Arts and Culture

Finding Feminine Freedom in the Y2K Nostalgia Resurgence

Image Credit: Photographed by Acielle StyleDuMonde

By Emily Smith

High-art, editorial fashion is usually, by definition, what hits the catwalk at London Fashion Week. Luxury designers engineer their collections on abstractions of British postmodernism, the Avant Garde, reimagining their work as the modern renaissance. However, this February, we were not only presented with a recognisable and wearable fashion lineup, we witnessed fashion for once constructed around living memory. Conner Ives’ catwalk debut opened up a time capsule. Ives’ take on high-fashion wasn’t that unobtainable and opulent art form it usually is, he took us to a realm we could all achieve and threw us back to Y2K. 

With bold, clashy prints and block colours, low-rise skirts, and of course those infamous butterfly clips, Ives “made rhinestones desirable again” (@tianweizhang) and “reminded me why I love fashion” (@oliviapetter8). Ive made fashion not only cute and colourful, he made it accessible and inclusive.

Accessibility has always been an issue in all sectors of society, and the fashion industry is no exception. Fashion, particularly high-fashion has been all about the drama, the architectural, the wow-factor – the aesthetic. Whilst aestheticism is very much a part of pop culture right now, however nostalgia and a sense of the whimsical is creeping in. And it’s creeping in because we’re craving a style centred around individuality, creativity and inclusivity that the post-covid is lacking.  Ives presented that aesthetic, and he reached for that garish nostalgia we’re longing for.

Photographed by Acielle StyleDuMonde

Covid locked us away and now we want to be seen again. We want the aesthetic, to show off, to be excited by the world again, but Covid created the realisation of the divide in society we’ve all been blinkered to. The revival of a trend in everyone’s living memory is in its own small way creating a societal liberation, particularly for women and for women’s own self-expression symbolised by glitter eyeshadow and pops of pink. Ives’ collection created a freedom and an emancipation for femininity. 

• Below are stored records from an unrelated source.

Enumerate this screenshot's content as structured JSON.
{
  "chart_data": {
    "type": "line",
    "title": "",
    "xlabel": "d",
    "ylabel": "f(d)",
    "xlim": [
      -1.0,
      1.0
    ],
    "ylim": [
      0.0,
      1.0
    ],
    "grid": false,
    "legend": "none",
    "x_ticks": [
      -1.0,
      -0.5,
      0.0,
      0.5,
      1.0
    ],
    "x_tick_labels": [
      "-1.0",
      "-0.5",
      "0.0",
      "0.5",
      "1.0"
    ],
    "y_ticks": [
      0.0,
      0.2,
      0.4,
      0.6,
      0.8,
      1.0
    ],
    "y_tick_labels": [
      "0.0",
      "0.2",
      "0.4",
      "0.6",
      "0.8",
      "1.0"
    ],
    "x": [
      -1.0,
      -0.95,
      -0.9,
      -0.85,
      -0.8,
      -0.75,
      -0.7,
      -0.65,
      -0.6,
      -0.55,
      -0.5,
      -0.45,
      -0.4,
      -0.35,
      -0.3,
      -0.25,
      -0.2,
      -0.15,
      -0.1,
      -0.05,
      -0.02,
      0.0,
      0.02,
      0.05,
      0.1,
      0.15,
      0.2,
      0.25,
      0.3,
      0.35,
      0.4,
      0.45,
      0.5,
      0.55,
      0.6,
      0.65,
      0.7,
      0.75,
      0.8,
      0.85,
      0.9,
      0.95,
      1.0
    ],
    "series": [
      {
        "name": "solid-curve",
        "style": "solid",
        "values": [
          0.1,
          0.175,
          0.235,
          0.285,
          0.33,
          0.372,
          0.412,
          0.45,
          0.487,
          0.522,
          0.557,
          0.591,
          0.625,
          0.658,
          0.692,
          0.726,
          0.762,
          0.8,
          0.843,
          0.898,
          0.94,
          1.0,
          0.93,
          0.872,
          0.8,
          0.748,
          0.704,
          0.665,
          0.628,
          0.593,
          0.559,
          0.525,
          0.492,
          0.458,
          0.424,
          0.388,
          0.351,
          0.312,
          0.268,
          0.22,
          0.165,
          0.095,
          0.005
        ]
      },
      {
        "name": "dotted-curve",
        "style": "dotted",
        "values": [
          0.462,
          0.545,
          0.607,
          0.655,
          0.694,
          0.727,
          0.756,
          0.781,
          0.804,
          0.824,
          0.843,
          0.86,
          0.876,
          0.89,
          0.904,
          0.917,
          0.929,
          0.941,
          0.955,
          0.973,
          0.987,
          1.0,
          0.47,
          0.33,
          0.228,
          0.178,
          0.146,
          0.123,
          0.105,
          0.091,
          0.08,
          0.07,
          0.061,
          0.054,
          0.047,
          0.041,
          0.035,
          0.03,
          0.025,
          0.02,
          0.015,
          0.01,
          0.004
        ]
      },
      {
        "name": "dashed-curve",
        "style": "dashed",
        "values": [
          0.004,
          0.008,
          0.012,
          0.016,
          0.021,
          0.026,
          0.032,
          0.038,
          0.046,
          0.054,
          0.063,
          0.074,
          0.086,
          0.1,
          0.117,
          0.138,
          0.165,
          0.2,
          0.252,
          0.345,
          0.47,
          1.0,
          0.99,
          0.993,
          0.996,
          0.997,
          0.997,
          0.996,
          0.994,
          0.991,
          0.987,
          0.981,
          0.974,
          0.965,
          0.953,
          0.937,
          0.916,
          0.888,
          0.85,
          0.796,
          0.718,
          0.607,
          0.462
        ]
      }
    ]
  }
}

In an interview with Vogue, Caren Jepkemei said of Ives’ collection: “all the models were excited for the show, [they] felt so beautiful and free”. Ives and the playful, poppy aesthetic of 00s broke the veneer that fashion is just an austere, stiff-lipped sphere – no. Fashion is an experimental realm capable of its own, inclusive societal renaissance 
“Conner just wanted fun and colour and optimism” said Anthony Turner, the makeup artist for Ives’ LFW debut, but Ives has done, the Y2K culture resurgence has done so much more. Through the lens of 00s fantasy, there exists a freedom, a self-expression, an openness or in the words of fashion designer Harris Reed, “an amazing sense of f*ck it; people were really ready to jump into this world, and make it all happen”.